Melechesh — Enki
★★★☆ Sure, Israel+Dutch extreme metal sounds like a gimmicky proposition on paper. But “Enki” is so self-assured and full-throated that you can’t help but dig it.
★★★☆ Sure, Israel+Dutch extreme metal sounds like a gimmicky proposition on paper. But “Enki” is so self-assured and full-throated that you can’t help but dig it.
★★★☆ Trascendent sludge that is utterly engrossing (and… dare I say, listenable?) from start to finish. Sure, the band give up some of their potential ferocity in exchange for cohesion and mood, but it feels like a good trade. This is now my favorite Ufomammut album to date.
★★☆☆ This album comes from an alternate reality wherein 70s prog rock blossomed forty years later than it did here. The resulting hodgepodge has as much in common with Camel, Bill Laswell, and Barber’s Adagio For Strings as it does with Emperor. It’s a fascinating listen, marred by a difficult production aesthetic and an over-reliance on the glacial crescendo.
★★☆☆ This is a meaty blend of Ballou-esque sludge and SOIA/Biohazard-inspired urban thug-gression. There is something inescapably retro about the whole album, but it’s interesting and evocative in spite of that flavor. Sometimes the groove of the band is a little too… groovy for my tastes. That, and a handful of awkward and sloppy moments, hamstring the whole effort just enough to rob the band of a three-star first rating.
I just learned that the three Decline Of Western Civilization movies are being released on DVD and Blu-ray this summer for the first time! More details here on Rolling Stone.
★★★☆ Easily the best album you’ll hear all year from a band featuring an Amott brother. As such, you’ll definitely hear the Arch Enemy imprint throughout, which is not a bad thing of course.
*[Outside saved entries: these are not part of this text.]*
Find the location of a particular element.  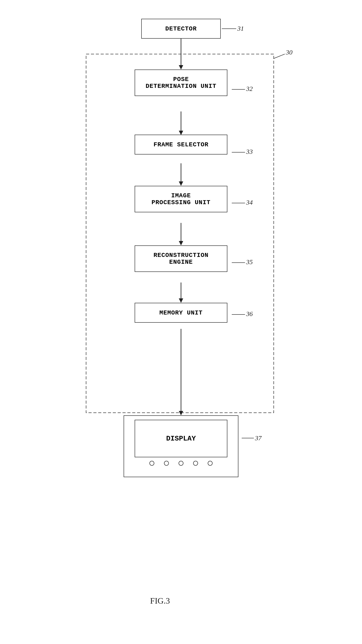

reconstruction-box: RECONSTRUCTION ENGINE is located at coordinates (181, 259).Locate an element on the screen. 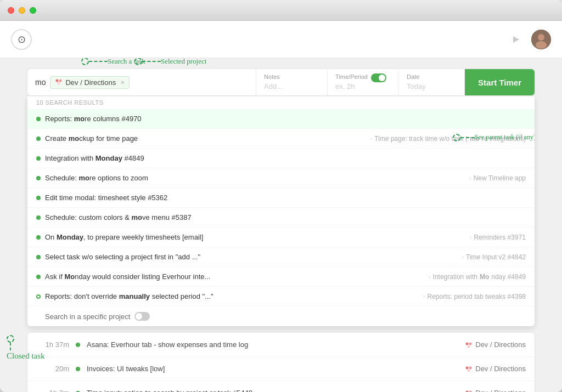 The height and width of the screenshot is (392, 562). recent-task-2-name: Invoices: UI tweaks [low] is located at coordinates (272, 368).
This album may not revolutionize metal, but if you like your melodeath tinged with progressive elements and adorned with virtuosic shredding, this’ll be your jam.
★★☆☆ It takes this album a few tracks to find its feet, by eventually finds its voice as a pounding screamfest, somewhere between Kyuss and Converge, yet somehow without the real moxie of either.
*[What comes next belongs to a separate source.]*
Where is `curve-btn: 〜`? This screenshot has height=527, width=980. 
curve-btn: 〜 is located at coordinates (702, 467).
★☆☆☆ Occasional moment of headnodding drowned out in a sea of boring metalcorepop. ‘Nuff said.
☆☆☆☆ Post-post-rockmetal that couldn’t be more boring if it tried. Seriously, there should have been a system of checks and balances that stopped this before it got anywhere near my ears.
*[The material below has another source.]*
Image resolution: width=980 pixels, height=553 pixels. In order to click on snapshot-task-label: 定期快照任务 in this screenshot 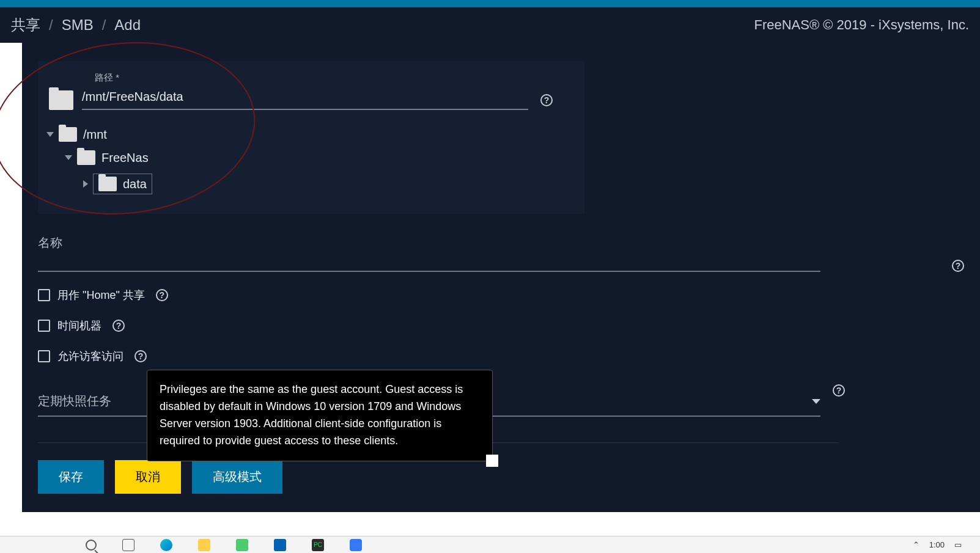, I will do `click(75, 401)`.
☆☆☆☆ This album very much sounds like an excuse for a showcase of bassist/vocalist Cronos, with everyone else feeling like an afterthought. It goes on way too long, with a doggedly old-fashioned and outdated sensibility, a production quality that while energetic is slapdash at best (especially the irritating guitar tone), and vocals that are at times clownish.